People who can’t stand CultureGrrl and want to enjoy some schadenfreude should come see me get pummeled at a Columbia University Law School panel discussion in New York about museum deaccessioning. The scene of the bout, scheduled for Mar. 11 at 6 p.m., is the school’s Kernochan Center for Law, Media and the Arts, Jerome Greene Hall (corner of 116th Street and Amsterdam Avenue), Room 103.
I’m the only non-lawyer in what I believe (from the brief conference call we had) to be an otherwise deaccession-friendly group. If you don’t know how I feel about museums’ selling museum-quality works from their collections, this must be your first visit to CultureGrrl. Every panel needs a contrarian: I’m it.
The only thing that could possibly save me is that the panelists’ bios (at the “panel discussion” link on top) seem to indicate that the lawyers, with one exception, haven’t specialized in this particular type of case. That one exception should make the conversation interesting—C. Michael Norton, whose Nashville law firm has represented Fisk University in its attempt to get court approval to monetize its Stieglitz Collection. If you don’t know how I feel about THAT situation, you definitely have not been paying attention.
Norton helpfully e-mailed me this Fisk-related article by Jack Siegel, whom I’ve previously cited as an authority on nonprofit governance here.
Titling the panel “Breaking Up is Hard to Do” was a big mistake, though. It might tempt me to do another singing podcast:
Don’t send Bellows to Christie’s maw,
Don’t you send O’Keeffe to Arkansas,
Think what Albright-Knox went through,
And Eakins sales are hard to do.
No, I WON’T do this. Please stop me before I warble again!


Work item
What is needed is an exact copy of the lines in the listing below, from the one with "Find the location of a particular element. Image" up to and including the one with "You are a GUI", with no other lines.
== == ==
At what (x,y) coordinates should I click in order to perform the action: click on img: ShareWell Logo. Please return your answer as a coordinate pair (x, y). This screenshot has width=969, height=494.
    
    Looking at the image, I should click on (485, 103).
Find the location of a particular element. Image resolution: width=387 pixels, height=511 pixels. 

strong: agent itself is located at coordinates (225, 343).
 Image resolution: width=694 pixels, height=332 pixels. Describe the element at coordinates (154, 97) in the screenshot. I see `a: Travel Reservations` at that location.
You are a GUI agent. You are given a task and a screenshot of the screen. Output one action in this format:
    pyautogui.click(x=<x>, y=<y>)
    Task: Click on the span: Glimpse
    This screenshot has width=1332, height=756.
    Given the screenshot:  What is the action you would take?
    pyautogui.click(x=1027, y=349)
== == ==
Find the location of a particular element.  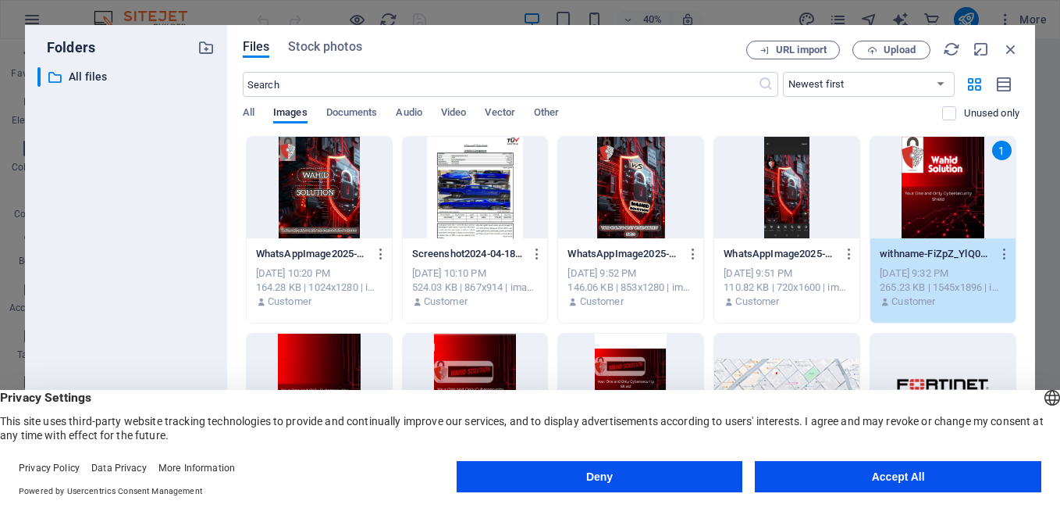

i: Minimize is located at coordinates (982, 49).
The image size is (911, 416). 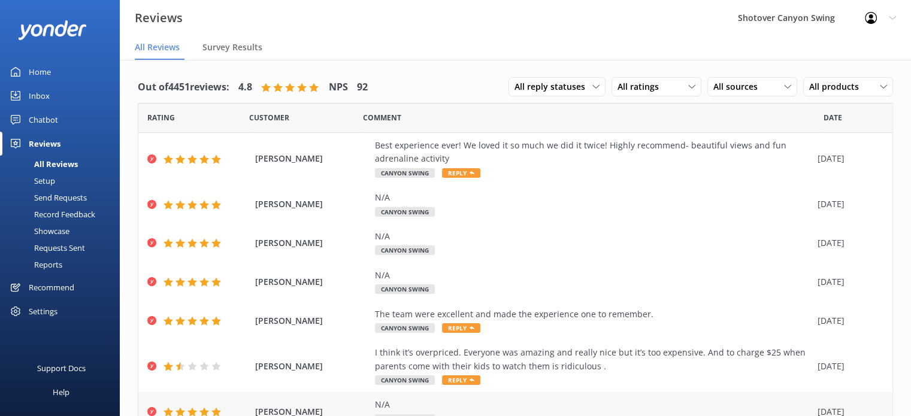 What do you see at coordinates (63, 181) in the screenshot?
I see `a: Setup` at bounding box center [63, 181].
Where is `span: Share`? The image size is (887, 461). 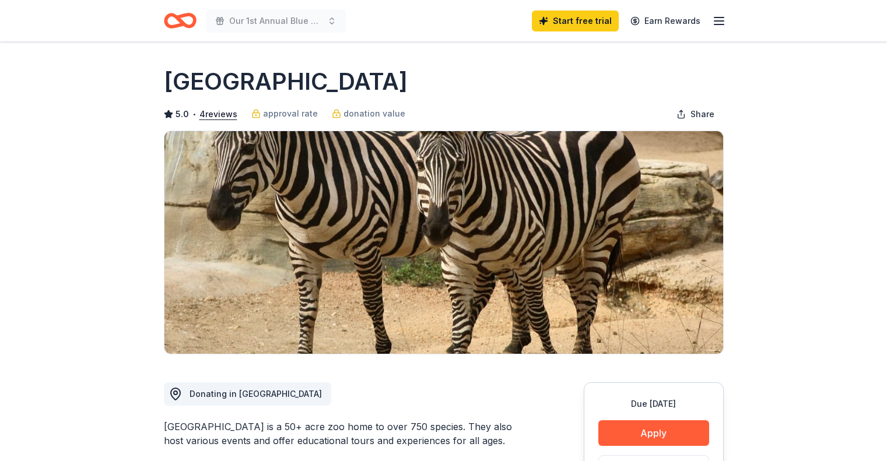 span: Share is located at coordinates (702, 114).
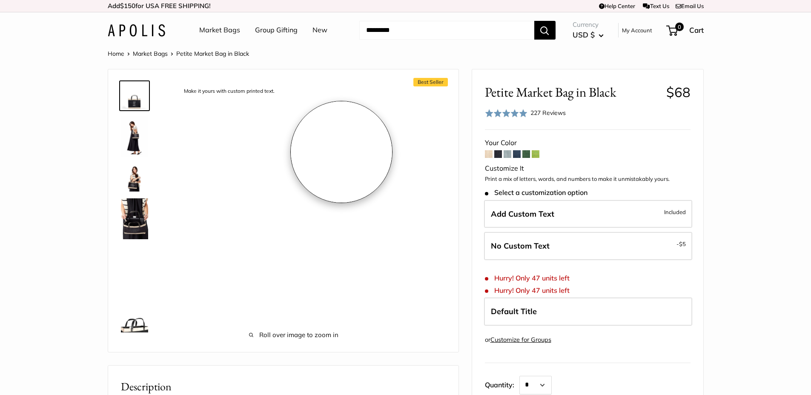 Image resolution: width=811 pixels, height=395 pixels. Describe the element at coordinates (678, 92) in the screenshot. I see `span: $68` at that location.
== == ==
Task answer
Find the location of a particular element. Image resolution: width=387 pixels, height=511 pixels. 

strong: agent itself is located at coordinates (225, 343).
 Image resolution: width=694 pixels, height=332 pixels. Describe the element at coordinates (154, 97) in the screenshot. I see `a: Travel Reservations` at that location.
You are a GUI agent. You are given a task and a screenshot of the screen. Output one action in this format:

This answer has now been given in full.